Sunday 10 November 2013

#CBR5 Book 133. "The Sum of All Kisses" by Julia Quinn

Page count: 384 pages
Rating: 4 stars

Having drunkenly challenged his friend Daniel Smythe-Smith to a duel after a round of cards, Hugh Prentice ends up shot in the leg, and crippled for life. He's lucky enough to recover enough that he can walk, but has to use a cane, and will never be able-bodied again. After several years of Daniel Smythe-Smith being on the run from assassins hired by Hugh's father, Hugh has had more than enough of the whole business and tells his father that if anything untoward happens to Daniel, Hugh will kill himself. As his father seems to count on Hugh to marry and provide an heir, he calls off his hired killers, and Daniel can return safely to England, which he does and promptly falls in love with his sisters' governess, in A Night Like This.

Daniel and Hugh forgive each other, but Hugh has never been able to forgive himself. The only person who hates Hugh more than he does himself, is probably Lady Sarah Pleinsworth, who feels that he destroyed not only Daniel's life with the disastrous duel, but ruined her chances at an advantageous marriage. Sarah was supposed to have her debut along with Daniel's sister, Lady Honoria, when Daniel had to flee the country. The scandal meant they had to wait, and Sarah is convinced that one of the fourteen eligible gentlemen who proposed to someone else during that season could now have been her husband. So when Lady Honoria is getting married to Marcus Holroyd (see Just Like Heaven), and Sarah is asked to not only sit next to Hugh, but take special care of him, and make him feel like a welcome guest during the wedding festivities, she's not exactly thrilled.

Hugh thinks Sarah is a melodramatic harpy, and has never forgotten that the first time they met, Sarah unleashed a torrent of vitriolic ranting at him for all the damage she felt he had done to Daniel, Honoria, herself and her younger sisters. He has no choice but to attend Lady Honoria's wedding to show how well things are patched up with the Smythe-Smiths, but he wishes he could spend more time with the younger Pleinsworth sisters rather than Lady Sarah. Despite the personal feelings of Sarah and Hugh, though, it soon seems like several members of the Pleinsworth and Smythe-Smith families are determined to throw the two together as much as possible, and when Sarah injures her ankle and is temporarily just as crippled as Hugh, they discover that their initial dislike for each other may be turning into something else.

This is the third novel in the Smythe-Smith quartet (I suspect the fourth and final book in the series will be about Iris, another lady of marriageable age), and so far the one I've liked the most. Because of Hugh and Sarah's initial antipathy towards each other, they have some truly snarky banter, and it's fun to see a couple turning gradually from dislike to attraction. Hugh is a much more troubled hero than Marcus Holroyd or Daniel Smythe-Smith, never able to forget his foolishly impulsive challenge, and living with the painful (both physical and emotional) after-effects every day. He didn't hesitate to threaten his father with his own death if Daniel couldn't return home safely, as he really feels that his life is worth more to his loathsome father than it is to himself. All he has is his brilliant mind, he can no longer dance, or hunt, or properly woo a lady, so he's quite convinced he's going to die alone and unloved.

Sarah may seem shallow, overly dramatic and obsessed with finding a husband, but as long as she is unmarried, she's forced to participate in the annual Smythe-Smith musicales, being humiliated when she and her tone-deaf cousins are forced to perform for friends and family. When she's actually forced to spend some time with Hugh, she realises that long term, the duel had more disastrous results for him than for any of the Smythe-Smiths or their cousins, and starts softening towards him.

My main complaint with this novel was the complications caused by Hugh's father, who is a moustache-twirling maniac villain of the worst order, with no clear motivations other than being evil and erratic and wanting to control his sons' lives. I wish something else had been used as the issue that needed resolving before the couple's happy ending, but the first three quarters of the book, with the cameo appearances of the previous two books couples, and a number of fun supporting characters, like the younger Pleinsworth sisters, were strong and fun enough that I can rate this four stars.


§ **What is being asked**: Repeat each record exactly, skipping the pictures.

§ **Dataset extract**:
☆ ☆ ☆ ☆ ☆ ☆ ☆
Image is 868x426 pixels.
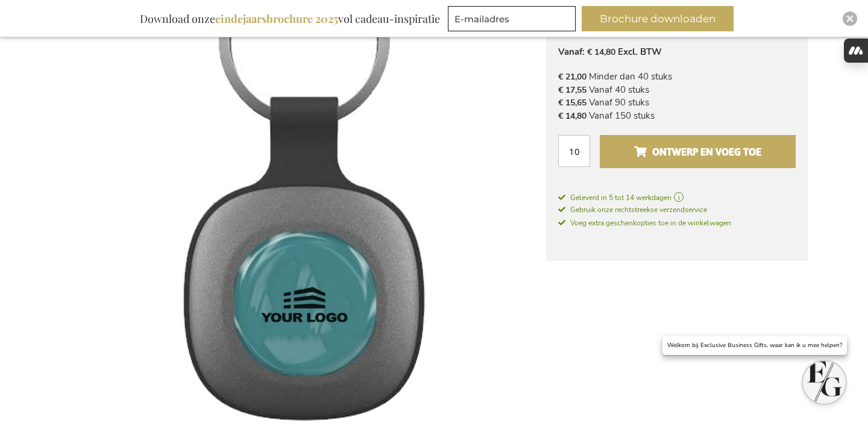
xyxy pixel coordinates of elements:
[558,203,796,216] a: Gebruik onze rechtstreekse verzendservice
[581,6,733,31] button: Brochure downloaden
[618,46,661,58] span: Excl. BTW
[448,6,575,31] input: E-mailadres
[558,71,586,83] span: € 21,00
[558,84,586,96] span: € 17,55
[587,46,615,58] span: € 14,80
[134,6,445,31] div: Download onze vol cadeau-inspiratie
[558,97,586,108] span: € 15,65
[558,192,796,203] a: Geleverd in 5 tot 14 werkdagen
[558,135,590,167] input: Aantal
[558,71,796,83] li: Minder dan 40 stuks
[448,6,579,35] form: marketing offers and promotions
[558,110,586,122] span: € 14,80
[558,216,796,229] a: Voeg extra geschenkopties toe in de winkelwagen
[600,135,796,168] button: Ontwerp en voeg toe
[558,218,731,228] span: Voeg extra geschenkopties toe in de winkelwagen
[215,12,338,26] b: eindejaarsbrochure 2025
[846,15,853,22] img: Close
[558,84,796,96] li: Vanaf 40 stuks
[558,205,707,214] span: Gebruik onze rechtstreekse verzendservice
[558,46,584,58] span: Vanaf:
[558,110,796,123] li: Vanaf 150 stuks
[558,96,796,109] li: Vanaf 90 stuks
[842,12,857,26] div: Close
[634,142,761,162] span: Ontwerp en voeg toe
☆ ☆ ☆ ☆ ☆ ☆ ☆
§ **Your solution**:
Image is 868x426 pixels.
xyxy pixel coordinates of elements:
[558,203,796,216] a: Gebruik onze rechtstreekse verzendservice
[581,6,733,31] button: Brochure downloaden
[618,46,661,58] span: Excl. BTW
[448,6,575,31] input: E-mailadres
[558,71,586,83] span: € 21,00
[558,84,586,96] span: € 17,55
[587,46,615,58] span: € 14,80
[134,6,445,31] div: Download onze vol cadeau-inspiratie
[558,97,586,108] span: € 15,65
[558,192,796,203] a: Geleverd in 5 tot 14 werkdagen
[558,135,590,167] input: Aantal
[558,71,796,83] li: Minder dan 40 stuks
[448,6,579,35] form: marketing offers and promotions
[558,110,586,122] span: € 14,80
[558,216,796,229] a: Voeg extra geschenkopties toe in de winkelwagen
[600,135,796,168] button: Ontwerp en voeg toe
[558,218,731,228] span: Voeg extra geschenkopties toe in de winkelwagen
[215,12,338,26] b: eindejaarsbrochure 2025
[846,15,853,22] img: Close
[558,84,796,96] li: Vanaf 40 stuks
[558,205,707,214] span: Gebruik onze rechtstreekse verzendservice
[558,46,584,58] span: Vanaf:
[558,110,796,123] li: Vanaf 150 stuks
[558,96,796,109] li: Vanaf 90 stuks
[842,12,857,26] div: Close
[634,142,761,162] span: Ontwerp en voeg toe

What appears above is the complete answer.